Daily Mail
"It is only now that their concerns have started to emerge from the thousands of pages of ‘Warmergate’ emails leaked last month from the CRU’s computers, along with references to performing a ‘trick’ to ‘hide’ temperature decline and instructions to resist all efforts by the CRU’s critics to use the Freedom of Information Act to check the unit’s data and conclusions. .....Others, however, were less optimistic. Roger Pielke, Professor of Environmental Studies at the University of Colorado, could in no sense be described as a climate change sceptic, let alone a ‘denier’.‘Human-caused climate change is real, and I’m a strong advocate for action,’ he said. ‘But I’m also a strong advocate for integrity in science.’Pielke’s verdict on the scandal is damning.
‘These emails open up the possibility that big scientific questions we’ve regarded as settled may need another look.'They reveal that some of these scientists saw themselves not as neutral investigators but as warriors engaged in battle with the so-called sceptics.‘They have lost a lot of credibility and as far as their being leading spokespeople on this issue of huge public importance, there is no going back.’
...For example, some suggest that the ‘medieval warm period’, the 350-year era that started around 1000, when red wine grapes flourished in southern England and the Vikings tilled now-frozen farms in Greenland, was considerably warmer than even 1998.Of course, this is inconvenient to climate change believers because there were no cars or factories pumping out greenhouse gases in 1000AD - yet the Earth still warmed.
....Any scientist ought to know that you just can’t mix and match proxy and actual data,’ said Philip Stott, emeritus professor of biogeography at London’s School of Oriental and African Studies.‘They’re apples and oranges. Yet that’s exactly what he did.’
...For example, last year the BBC environment reporter Roger Harrabin made substantial changes to an article on the corporation website that asked why global warming seemed to have stalled since 1998 - caving in to direct pressure from a climate change activist, Jo Abbess.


- **Task item**: Scan the entries below for the word "screenshot" and copy every line where it turns up.

======== Records provided ========

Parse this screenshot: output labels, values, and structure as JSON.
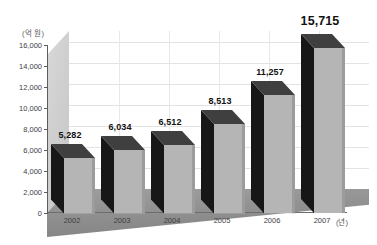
{
  "chart_data": {
    "type": "bar",
    "title": "",
    "subtitle": "",
    "xlabel": "(년)",
    "ylabel": "(억 원)",
    "categories": [
      "2002",
      "2003",
      "2004",
      "2005",
      "2006",
      "2007"
    ],
    "values": [
      5282,
      6034,
      6512,
      8513,
      11257,
      15715
    ],
    "value_labels": [
      "5,282",
      "6,034",
      "6,512",
      "8,513",
      "11,257",
      "15,715"
    ],
    "ylim": [
      0,
      16000
    ],
    "ytick_values": [
      0,
      2000,
      4000,
      6000,
      8000,
      10000,
      12000,
      14000,
      16000
    ],
    "ytick_labels": [
      "0",
      "2,000",
      "4,000",
      "6,000",
      "8,000",
      "10,000",
      "12,000",
      "14,000",
      "16,000"
    ],
    "grid": true,
    "legend": false,
    "legend_position": "none",
    "style": "3d-column",
    "series": [
      {
        "name": "value",
        "values": [
          5282,
          6034,
          6512,
          8513,
          11257,
          15715
        ]
      }
    ]
  },
  "colors": {
    "bar_front": "#b6b6b6",
    "bar_side": "#161616",
    "bar_top": "#414141",
    "floor": "#8d8d8d",
    "wall_left": "#cfcfcf",
    "grid": "#e3e3e3",
    "axis": "#5d5d5d",
    "text": "#3e3e42",
    "background": "#ffffff"
  }
}
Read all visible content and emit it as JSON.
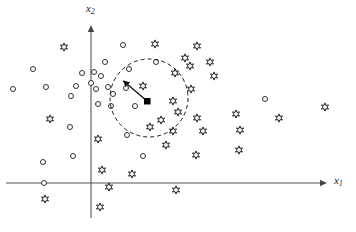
{
  "figure": {
    "title": "",
    "type": "scatter",
    "background_color": "#ffffff",
    "ink_color": "#1a1a1a"
  },
  "axes": {
    "x_axis": {
      "label": "x",
      "subscript": "1",
      "label_x": 334,
      "label_y": 175,
      "start": [
        6,
        183
      ],
      "end": [
        330,
        183
      ],
      "arrow": true
    },
    "y_axis": {
      "label": "x",
      "subscript": "2",
      "label_x": 86,
      "label_y": 3,
      "start": [
        91,
        218
      ],
      "end": [
        91,
        22
      ],
      "arrow": true
    },
    "origin": [
      91,
      183
    ]
  },
  "annotations": {
    "query_point": {
      "name": "query-point",
      "shape": "filled-square",
      "x": 147,
      "y": 101,
      "size": 6,
      "color": "#000000"
    },
    "radius_arrow": {
      "name": "radius-arrow",
      "from": [
        147,
        101
      ],
      "to": [
        121,
        79
      ],
      "arrowhead": "filled-triangle"
    },
    "neighborhood_circle": {
      "name": "neighborhood-circle",
      "cx": 149,
      "cy": 98,
      "r": 39,
      "style": "dashed",
      "dash": "4 3",
      "stroke_width": 1
    }
  },
  "chart_data": {
    "type": "scatter",
    "title": "",
    "xlabel": "x1",
    "ylabel": "x2",
    "grid": false,
    "legend_position": "none",
    "series": [
      {
        "name": "circle-class",
        "marker": "open-circle",
        "marker_size": 5,
        "count": 31,
        "points": [
          [
            33,
            69
          ],
          [
            13,
            89
          ],
          [
            46,
            87
          ],
          [
            76,
            86
          ],
          [
            71,
            96
          ],
          [
            82,
            73
          ],
          [
            91,
            83
          ],
          [
            94,
            72
          ],
          [
            96,
            89
          ],
          [
            101,
            76
          ],
          [
            108,
            87
          ],
          [
            113,
            94
          ],
          [
            98,
            104
          ],
          [
            105,
            62
          ],
          [
            111,
            106
          ],
          [
            126,
            88
          ],
          [
            123,
            45
          ],
          [
            129,
            69
          ],
          [
            135,
            106
          ],
          [
            127,
            135
          ],
          [
            143,
            156
          ],
          [
            156,
            62
          ],
          [
            70,
            127
          ],
          [
            73,
            156
          ],
          [
            43,
            162
          ],
          [
            265,
            99
          ],
          [
            44,
            183
          ]
        ]
      },
      {
        "name": "star-class",
        "marker": "open-six-point-star",
        "marker_size": 7,
        "count": 33,
        "points": [
          [
            64,
            47
          ],
          [
            50,
            119
          ],
          [
            98,
            139
          ],
          [
            102,
            170
          ],
          [
            109,
            187
          ],
          [
            100,
            207
          ],
          [
            45,
            199
          ],
          [
            132,
            174
          ],
          [
            143,
            86
          ],
          [
            150,
            127
          ],
          [
            161,
            120
          ],
          [
            173,
            131
          ],
          [
            176,
            190
          ],
          [
            185,
            58
          ],
          [
            173,
            101
          ],
          [
            178,
            112
          ],
          [
            166,
            145
          ],
          [
            175,
            73
          ],
          [
            190,
            66
          ],
          [
            191,
            89
          ],
          [
            197,
            46
          ],
          [
            197,
            118
          ],
          [
            203,
            131
          ],
          [
            214,
            76
          ],
          [
            196,
            155
          ],
          [
            236,
            114
          ],
          [
            239,
            150
          ],
          [
            325,
            107
          ],
          [
            279,
            118
          ],
          [
            240,
            130
          ],
          [
            155,
            44
          ],
          [
            210,
            62
          ]
        ]
      }
    ]
  }
}
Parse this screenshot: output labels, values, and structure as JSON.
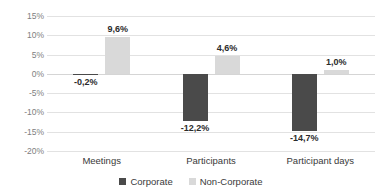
{
  "chart_data": {
    "type": "bar",
    "title": "",
    "subtitle": "",
    "xlabel": "",
    "ylabel": "",
    "categories": [
      "Meetings",
      "Participants",
      "Participant days"
    ],
    "series": [
      {
        "name": "Corporate",
        "color": "#4a4a4a",
        "values": [
          -0.2,
          -12.2,
          -14.7
        ],
        "labels": [
          "-0,2%",
          "-12,2%",
          "-14,7%"
        ]
      },
      {
        "name": "Non-Corporate",
        "color": "#d9d9d9",
        "values": [
          9.6,
          4.6,
          1.0
        ],
        "labels": [
          "9,6%",
          "4,6%",
          "1,0%"
        ]
      }
    ],
    "ylim": [
      -20,
      15
    ],
    "ytick_values": [
      15,
      10,
      5,
      0,
      -5,
      -10,
      -15,
      -20
    ],
    "ytick_labels": [
      "15%",
      "10%",
      "5%",
      "0%",
      "-5%",
      "-10%",
      "-15%",
      "-20%"
    ],
    "grid": true,
    "legend_position": "bottom",
    "value_suffix": "%",
    "decimal_separator": ","
  },
  "legend": {
    "items": [
      {
        "label": "Corporate",
        "swatch_name": "legend-swatch-corporate"
      },
      {
        "label": "Non-Corporate",
        "swatch_name": "legend-swatch-non-corporate"
      }
    ]
  }
}
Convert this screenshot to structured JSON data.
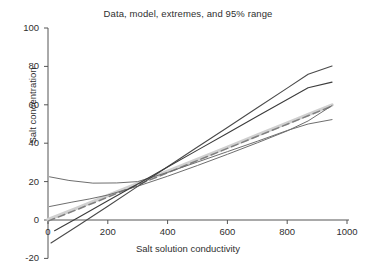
{
  "chart_data": {
    "type": "line",
    "title": "Data, model, extremes, and 95% range",
    "xlabel": "Salt solution conductivity",
    "ylabel": "Salt concentration",
    "xlim": [
      0,
      1000
    ],
    "ylim": [
      -20,
      100
    ],
    "xticks": [
      0,
      200,
      400,
      600,
      800,
      1000
    ],
    "yticks": [
      -20,
      0,
      20,
      40,
      60,
      80,
      100
    ],
    "xtick_labels": [
      "0",
      "200",
      "400",
      "600",
      "800",
      "1000"
    ],
    "ytick_labels": [
      "-20",
      "0",
      "20",
      "40",
      "60",
      "80",
      "100"
    ],
    "grid": false,
    "legend": "none",
    "series": [
      {
        "name": "model",
        "role": "fitted-model",
        "color": "#d0d0d0",
        "width": 3.4,
        "style": "solid",
        "x": [
          0,
          100,
          200,
          300,
          400,
          500,
          600,
          700,
          800,
          870,
          950
        ],
        "y": [
          0.2,
          6.4,
          12.7,
          19.0,
          25.3,
          31.6,
          37.9,
          44.2,
          50.5,
          54.9,
          59.9
        ]
      },
      {
        "name": "data",
        "role": "observed-data",
        "color": "#7f7f7f",
        "width": 1.5,
        "style": "dashed",
        "x": [
          0,
          100,
          200,
          300,
          400,
          500,
          600,
          700,
          800,
          870,
          950
        ],
        "y": [
          -0.6,
          5.6,
          11.9,
          18.3,
          24.6,
          31.0,
          37.3,
          43.6,
          49.9,
          54.3,
          59.3
        ]
      },
      {
        "name": "upper extreme",
        "role": "extreme-high",
        "color": "#4a4a4a",
        "width": 1.1,
        "style": "solid",
        "x": [
          10,
          100,
          200,
          300,
          400,
          500,
          600,
          700,
          800,
          870,
          950
        ],
        "y": [
          -12.0,
          -3.0,
          7.2,
          17.5,
          27.7,
          38.0,
          48.2,
          58.5,
          68.7,
          75.9,
          80.2
        ]
      },
      {
        "name": "lower extreme",
        "role": "extreme-low",
        "color": "#3c3c3c",
        "width": 1.1,
        "style": "solid",
        "x": [
          22,
          100,
          200,
          300,
          400,
          500,
          600,
          700,
          800,
          870,
          950
        ],
        "y": [
          -5.6,
          1.2,
          10.0,
          18.8,
          27.6,
          36.4,
          45.2,
          54.0,
          62.8,
          68.9,
          71.8
        ]
      },
      {
        "name": "95% upper bound",
        "role": "ci-upper",
        "color": "#6e6e6e",
        "width": 1.0,
        "style": "solid",
        "x": [
          5,
          70,
          150,
          230,
          300,
          400,
          500,
          600,
          700,
          800,
          870,
          950
        ],
        "y": [
          22.5,
          20.6,
          19.2,
          19.3,
          20.0,
          24.8,
          30.2,
          35.6,
          41.0,
          46.6,
          50.0,
          52.3
        ]
      },
      {
        "name": "95% lower bound",
        "role": "ci-lower",
        "color": "#6e6e6e",
        "width": 1.0,
        "style": "solid",
        "x": [
          5,
          80,
          140,
          200,
          300,
          400,
          500,
          600,
          700,
          800,
          870,
          950
        ],
        "y": [
          7.0,
          9.3,
          11.0,
          13.0,
          17.6,
          22.8,
          28.4,
          34.2,
          40.2,
          46.4,
          51.6,
          59.6
        ]
      }
    ]
  },
  "axis": {
    "x_label": "Salt solution conductivity",
    "y_label": "Salt concentration"
  },
  "title": "Data, model, extremes, and 95% range"
}
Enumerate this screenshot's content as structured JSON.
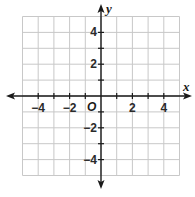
{
  "chart_data": {
    "type": "scatter",
    "title": "",
    "xlabel": "x",
    "ylabel": "y",
    "origin_label": "O",
    "xlim": [
      -5,
      5
    ],
    "ylim": [
      -5,
      5
    ],
    "grid": true,
    "grid_step": 1,
    "x_ticks": [
      -4,
      -2,
      2,
      4
    ],
    "y_ticks": [
      4,
      2,
      -2,
      -4
    ],
    "x_tick_labels": [
      "−4",
      "−2",
      "2",
      "4"
    ],
    "y_tick_labels": [
      "4",
      "2",
      "−2",
      "−4"
    ],
    "series": [],
    "colors": {
      "grid": "#c8c8c8",
      "axis": "#1a1a1a",
      "background": "#ffffff"
    }
  }
}
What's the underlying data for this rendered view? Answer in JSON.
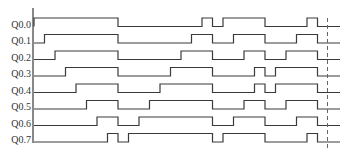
{
  "diagram": {
    "title": "",
    "type": "timing",
    "colors": {
      "signal": "#3a3a3a",
      "background": "#ffffff",
      "marker": "#666666"
    },
    "time_marker": "dashed end-of-cycle marker",
    "signals": [
      {
        "label": "Q0.0",
        "pulses": [
          [
            0,
            8
          ],
          [
            16,
            17
          ],
          [
            18,
            22
          ],
          [
            26,
            27
          ]
        ]
      },
      {
        "label": "Q0.1",
        "pulses": [
          [
            1,
            8
          ],
          [
            15,
            17
          ],
          [
            19,
            22
          ],
          [
            25,
            27
          ]
        ]
      },
      {
        "label": "Q0.2",
        "pulses": [
          [
            2,
            8
          ],
          [
            14,
            17
          ],
          [
            20,
            22
          ],
          [
            24,
            27
          ]
        ]
      },
      {
        "label": "Q0.3",
        "pulses": [
          [
            3,
            8
          ],
          [
            13,
            17
          ],
          [
            21,
            22
          ],
          [
            23,
            27
          ]
        ]
      },
      {
        "label": "Q0.4",
        "pulses": [
          [
            4,
            8
          ],
          [
            12,
            17
          ],
          [
            21,
            22
          ],
          [
            23,
            27
          ]
        ]
      },
      {
        "label": "Q0.5",
        "pulses": [
          [
            5,
            8
          ],
          [
            11,
            17
          ],
          [
            20,
            22
          ],
          [
            24,
            27
          ]
        ]
      },
      {
        "label": "Q0.6",
        "pulses": [
          [
            6,
            8
          ],
          [
            10,
            17
          ],
          [
            19,
            22
          ],
          [
            25,
            27
          ]
        ]
      },
      {
        "label": "Q0.7",
        "pulses": [
          [
            7,
            8
          ],
          [
            9,
            17
          ],
          [
            18,
            22
          ],
          [
            26,
            27
          ]
        ]
      }
    ],
    "time_range": [
      0,
      29.5
    ],
    "marker_time": 28
  }
}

========

- **Reply**:
Parse this screenshot: output labels, values, and structure as JSON.
Parse this screenshot: output labels, values, and structure as JSON.
Convert this screenshot to structured JSON data.
Enumerate this screenshot's content as structured JSON.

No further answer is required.